Random is implemented as a full CPU clock-rate downcounter. It won’t decrement below the value of Wired (when itgets there it bounces off and starts again at the highest legal index). In practice, when used inside the TLB refillexception handler, it delivers a random index into the TLB somewhere between the value of Wired and the top.Wired can therefore be set to reserve some TLB entries from random replacement - a good place for an OS to keeptranslations which must never cause a TLB translation-not-present exception.Previously, a tlbwr instruction wouldsimply write to the TLB entry that the Random register currently indicated. The core has been enhanced with a fea-ture (whose presence is indicated by Config6NMRUP = 1) to put a little more brains behind selecting a TLB entry to bereplaced. A table of the most recently used TLB entries is maintained and the core attempts to avoid selecting one ofthose. This avoids replacing often used pages and has been shown to reduce the number of TLB misses in most cases.Certain workloads, particularly those accessing data sequentially where the working set just exceeds the mappablecapacity of the non-wired TLB entries, may benefit from having a more random replacement where you sometimesget lucky and find a long unused page not yet replaced. For those applications, this function can be disabled by settingConfig6NMRUD = 1, but you are probably better off leaving it alone.

3.8.4 Reading and writing TLB entries - EntryLo0-1, EntryHi and PageMask registers

The TLB is accessed through staging registers which between them represent all the fields in each TLB entry; they’recalled EntryHi, PageMask and EntryLo0-1. The fields from EntryHi and PageMask are shown in Figure 3.12.

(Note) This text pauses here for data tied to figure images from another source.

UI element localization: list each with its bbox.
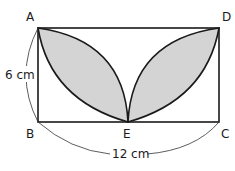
vertex-label-e: E — [123, 127, 131, 141]
vertex-label-b: B — [26, 127, 34, 141]
vertex-label-c: C — [221, 127, 229, 141]
vertex-label-d: D — [222, 10, 231, 24]
shaded-left-leaf — [38, 28, 128, 122]
width-dimension-arc-left — [38, 122, 110, 154]
geometry-diagram: A D B E C 6 cm 12 cm — [0, 0, 235, 171]
width-dimension-arc-right — [147, 122, 219, 154]
shaded-right-leaf — [128, 28, 219, 122]
vertex-label-a: A — [26, 10, 35, 24]
width-dimension-label: 12 cm — [112, 147, 149, 161]
height-dimension-label: 6 cm — [5, 68, 35, 82]
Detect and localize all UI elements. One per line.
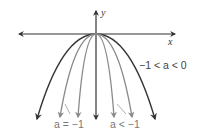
x-axis-label: x <box>168 36 172 47</box>
leader-line-inner <box>117 104 126 114</box>
label-inner-condition: a < −1 <box>110 118 140 130</box>
parabola-middle-right <box>96 34 132 117</box>
label-outer-condition: −1 < a < 0 <box>139 59 187 71</box>
y-axis-label: y <box>101 7 105 18</box>
leader-line-middle <box>65 104 70 114</box>
label-middle-condition: a = −1 <box>54 118 84 130</box>
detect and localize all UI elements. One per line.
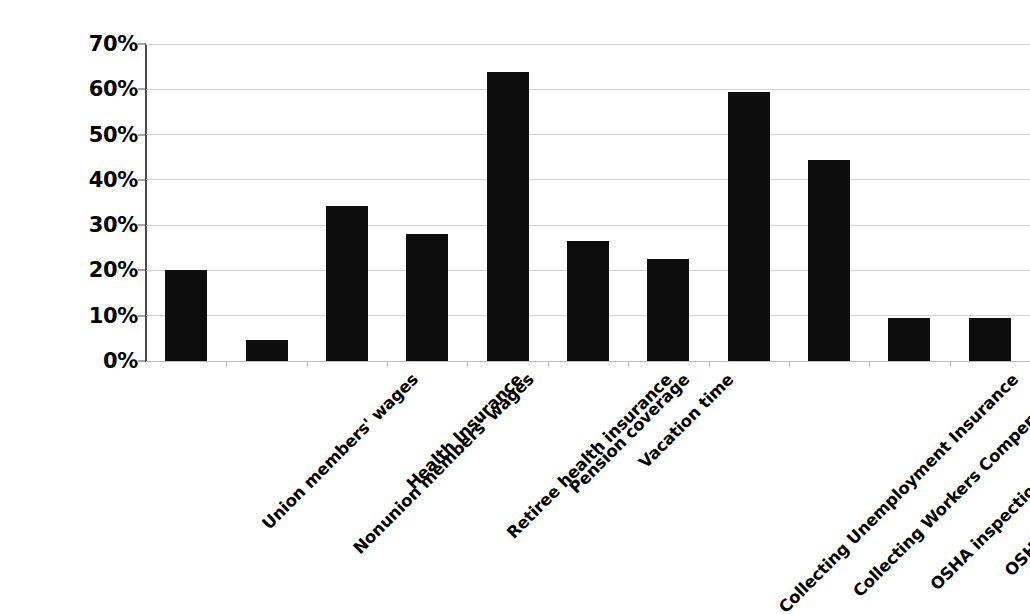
y-tick-label: 50%	[52, 124, 138, 145]
y-tick-label: 70%	[52, 34, 138, 55]
plot-area	[146, 44, 1030, 361]
bar-chart: 0%10%20%30%40%50%60%70% Union members' w…	[0, 0, 1030, 614]
bar[interactable]	[808, 160, 850, 361]
y-tick-label: 10%	[52, 305, 138, 326]
y-axis-labels: 0%10%20%30%40%50%60%70%	[52, 0, 138, 614]
bar[interactable]	[567, 241, 609, 361]
bar[interactable]	[647, 259, 689, 361]
y-tick-label: 0%	[52, 351, 138, 372]
y-axis-tick	[138, 361, 146, 362]
y-tick-label: 40%	[52, 169, 138, 190]
y-axis-tick	[138, 44, 146, 45]
x-tick-label-text: Collecting Unemployment Insurance	[777, 371, 1022, 614]
y-axis-tick	[138, 315, 146, 316]
y-axis-tick	[138, 89, 146, 90]
y-axis-tick	[138, 134, 146, 135]
y-tick-label: 60%	[52, 79, 138, 100]
gridline	[146, 134, 1030, 135]
x-tick-label-text: Health Insurance	[404, 371, 526, 493]
bar[interactable]	[165, 270, 207, 361]
x-tick-label-text: OSHA inspection: construction	[1003, 371, 1030, 579]
x-axis-labels: Union members' wagesNonunion members' wa…	[146, 363, 1030, 613]
gridline	[146, 89, 1030, 90]
y-axis-tick	[138, 225, 146, 226]
y-axis-tick	[138, 270, 146, 271]
x-tick-label: Collecting Unemployment Insurance	[781, 367, 1026, 612]
gridline	[146, 225, 1030, 226]
bar[interactable]	[487, 72, 529, 361]
bar[interactable]	[888, 318, 930, 361]
gridline	[146, 179, 1030, 180]
bar[interactable]	[728, 92, 770, 361]
y-tick-label: 20%	[52, 260, 138, 281]
bar[interactable]	[326, 206, 368, 361]
x-tick-label: OSHA inspection: construction	[1007, 367, 1030, 575]
bar[interactable]	[406, 234, 448, 361]
y-axis-tick	[138, 179, 146, 180]
gridline	[146, 44, 1030, 45]
bar[interactable]	[969, 318, 1011, 361]
y-tick-label: 30%	[52, 215, 138, 236]
bar[interactable]	[246, 340, 288, 361]
x-tick-label: Health Insurance	[408, 367, 530, 489]
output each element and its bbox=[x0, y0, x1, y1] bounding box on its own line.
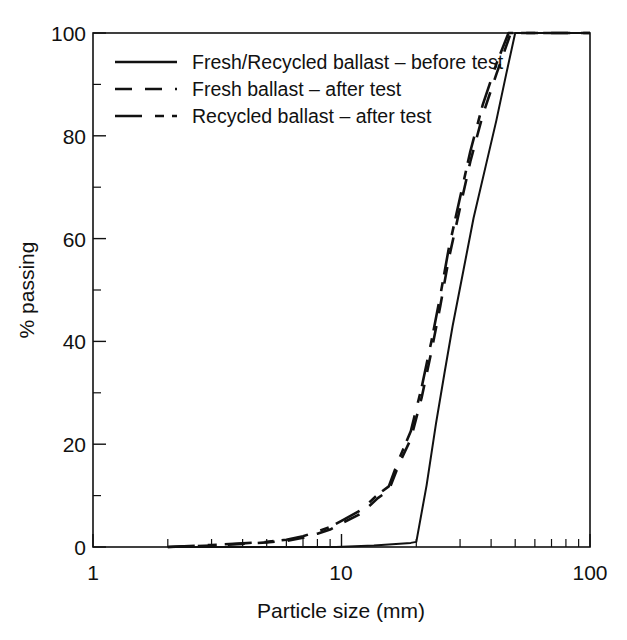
x-tick-label-10: 10 bbox=[329, 561, 352, 584]
y-tick-label-80: 80 bbox=[63, 125, 86, 148]
y-axis-title: % passing bbox=[15, 242, 38, 339]
y-tick-label-60: 60 bbox=[63, 228, 86, 251]
y-tick-label-100: 100 bbox=[51, 22, 86, 45]
legend-label-0: Fresh/Recycled ballast – before test bbox=[192, 51, 504, 73]
x-axis-title: Particle size (mm) bbox=[257, 599, 425, 622]
y-tick-label-20: 20 bbox=[63, 433, 86, 456]
legend-label-1: Fresh ballast – after test bbox=[192, 78, 402, 100]
y-tick-label-0: 0 bbox=[74, 536, 86, 559]
x-tick-label-100: 100 bbox=[572, 561, 607, 584]
particle-size-distribution-chart: 100 80 60 40 20 0 1 10 100 Particle size… bbox=[0, 0, 627, 640]
x-tick-label-1: 1 bbox=[87, 561, 99, 584]
y-tick-label-40: 40 bbox=[63, 330, 86, 353]
chart-container: 100 80 60 40 20 0 1 10 100 Particle size… bbox=[0, 0, 627, 640]
legend-label-2: Recycled ballast – after test bbox=[192, 105, 432, 127]
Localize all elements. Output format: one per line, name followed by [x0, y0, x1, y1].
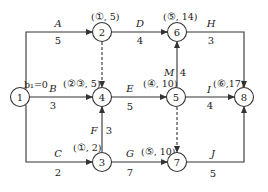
activity-G-duration: 7 [127, 167, 133, 178]
svg-text:2: 2 [99, 27, 105, 38]
activity-J-name: J [209, 148, 216, 159]
node-8: 8 [235, 88, 254, 107]
activity-H-name: H [206, 18, 216, 29]
activity-J-duration: 5 [210, 168, 216, 179]
activity-I-name: I [206, 84, 212, 95]
svg-text:8: 8 [241, 92, 247, 103]
node-3-tag: (①, 2) [73, 142, 102, 153]
network-diagram: A 5 B 3 C 2 D 4 E 5 F 3 G 7 H 3 I 4 J 5 … [0, 0, 268, 192]
activity-E-duration: 5 [127, 101, 133, 112]
node-3: 3 [93, 153, 112, 172]
node-8-tag: (⑥,17) [213, 78, 245, 89]
activity-B-duration: 3 [50, 100, 56, 111]
node-4: 4 [93, 88, 112, 107]
activity-E-name: E [125, 83, 134, 94]
activity-I-duration: 4 [207, 100, 213, 111]
activity-H-duration: 3 [208, 35, 214, 46]
svg-text:5: 5 [173, 92, 179, 103]
node-7: 7 [168, 153, 187, 172]
activity-B-name: B [48, 83, 56, 94]
activity-F-name: F [90, 125, 99, 136]
node-5: 5 [167, 88, 186, 107]
node-1: 1 [11, 88, 30, 107]
node-5-tag: (④, 10) [143, 78, 178, 89]
activity-D-duration: 4 [137, 35, 143, 46]
node-2-tag: (①, 5) [91, 11, 120, 22]
node-6: 6 [168, 23, 187, 42]
activity-A-duration: 5 [55, 35, 61, 46]
activity-M-duration: 4 [180, 67, 186, 78]
svg-text:7: 7 [174, 157, 180, 168]
activity-M-name: M [163, 67, 175, 78]
activity-C-name: C [54, 148, 62, 159]
activity-D-name: D [135, 18, 144, 29]
activity-A-name: A [53, 18, 61, 29]
node-2: 2 [93, 23, 112, 42]
node-4-tag: (②③, 5) [63, 78, 101, 89]
activity-C-duration: 2 [55, 167, 61, 178]
svg-text:1: 1 [17, 92, 23, 103]
svg-text:6: 6 [174, 27, 180, 38]
svg-text:4: 4 [99, 92, 105, 103]
edge-J [187, 107, 244, 162]
activity-F-duration: 3 [106, 125, 112, 136]
svg-text:3: 3 [99, 157, 105, 168]
node-1-tag: b₁=0 [24, 79, 48, 90]
activity-G-name: G [126, 148, 134, 159]
node-6-tag: (⑤, 14) [163, 11, 198, 22]
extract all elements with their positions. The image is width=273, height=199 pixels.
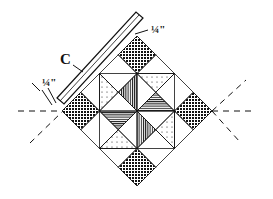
seam-top-label: ¼": [151, 23, 165, 35]
guide-right-up: [212, 80, 246, 111]
seam-left-label: ¼": [42, 76, 56, 88]
guide-left-diagonal: [30, 111, 63, 143]
seam-top-leader: [135, 30, 148, 34]
strip-label-leader: [73, 65, 83, 72]
strip-label: C: [60, 51, 71, 67]
quilt-block: [62, 36, 212, 186]
guide-right-down: [212, 111, 240, 142]
quilt-diagram: C ¼" ¼": [0, 0, 273, 199]
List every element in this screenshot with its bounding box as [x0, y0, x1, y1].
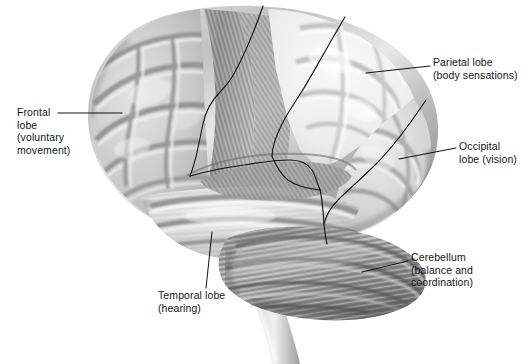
label-frontal-lobe: Frontal lobe (voluntary movement)	[17, 106, 70, 156]
label-cerebellum: Cerebellum (balance and coordination)	[411, 251, 473, 289]
clipped-caption-fragment: ·· ·· · · ·	[2, 354, 45, 363]
label-occipital-lobe: Occipital lobe (vision)	[459, 140, 517, 165]
brain-illustration	[0, 0, 530, 364]
brain-diagram-figure: Frontal lobe (voluntary movement) Pariet…	[0, 0, 530, 364]
label-parietal-lobe: Parietal lobe (body sensations)	[433, 56, 518, 81]
label-temporal-lobe: Temporal lobe (hearing)	[158, 289, 225, 314]
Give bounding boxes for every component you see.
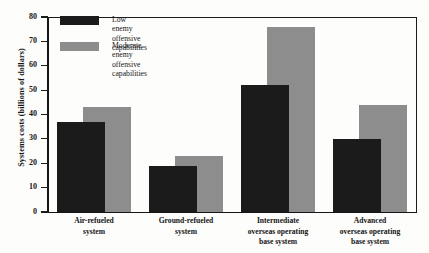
- y-axis-tick-label: 60: [11, 61, 37, 69]
- legend-label: Moderate enemy offensivecapabilities: [112, 41, 147, 79]
- y-axis-tick: [41, 65, 48, 66]
- x-axis-category-label: Advancedoverseas operatingbase system: [324, 216, 416, 248]
- bar-chart: Systems costs (billions of dollars) 8070…: [0, 0, 429, 253]
- bar-low: [333, 139, 381, 212]
- y-axis-tick-label: 30: [11, 134, 37, 142]
- y-axis-tick: [41, 187, 48, 188]
- y-axis-tick: [41, 114, 48, 115]
- y-axis-tick-label: 0: [11, 208, 37, 216]
- y-axis-tick: [41, 211, 48, 212]
- bar-low: [241, 85, 289, 212]
- y-axis-tick-label: 80: [11, 13, 37, 21]
- y-axis-tick-label: 40: [11, 110, 37, 118]
- y-axis-tick: [41, 41, 48, 42]
- y-axis-tick-label: 20: [11, 159, 37, 167]
- y-axis-tick: [41, 138, 48, 139]
- y-axis-tick: [41, 163, 48, 164]
- y-axis-tick: [41, 90, 48, 91]
- y-axis-tick: [41, 16, 48, 17]
- bar-low: [57, 122, 105, 212]
- y-axis-tick-label: 10: [11, 183, 37, 191]
- bar-group: [232, 17, 324, 212]
- legend-swatch-low: [60, 16, 99, 25]
- bar-group: [140, 17, 232, 212]
- x-axis-category-label: Air-refueledsystem: [48, 216, 140, 237]
- y-axis-tick-label: 50: [11, 86, 37, 94]
- legend-swatch-moderate: [60, 42, 99, 51]
- legend-item: Moderate enemy offensivecapabilities: [60, 41, 147, 79]
- bar-group: [324, 17, 416, 212]
- x-axis-category-label: Ground-refueledsystem: [140, 216, 232, 237]
- bar-low: [149, 166, 197, 212]
- x-axis-category-label: Intermediateoverseas operatingbase syste…: [232, 216, 324, 248]
- y-axis-tick-label: 70: [11, 37, 37, 45]
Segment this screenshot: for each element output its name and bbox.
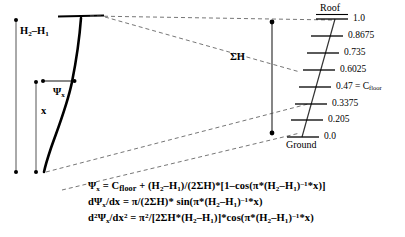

All these fields act as staging posts for entries being written to or read from the TLB. But some of them are moremagic than that...

EntryHi[VPN2]: is the page-pair address to be matched by the entry this reads/writes - see above.

However, on a TLB-related exception VPN2 is automagically set to the virtual address we were trying to translatewhen we got the exception. If - as is most often the case - the outcome of the exception handler is to find and install atranslation to that address, VPN2 (and generally the whole of EntryHi) will turn out to already have the right values init.

EntryHi[ASID]: does double-duty. It is used to stage data to and from the TLB, but in normal running software it’s alsothe source of the current "ASID" value, used to extend the virtual address to make sure you only get translations forthe current process.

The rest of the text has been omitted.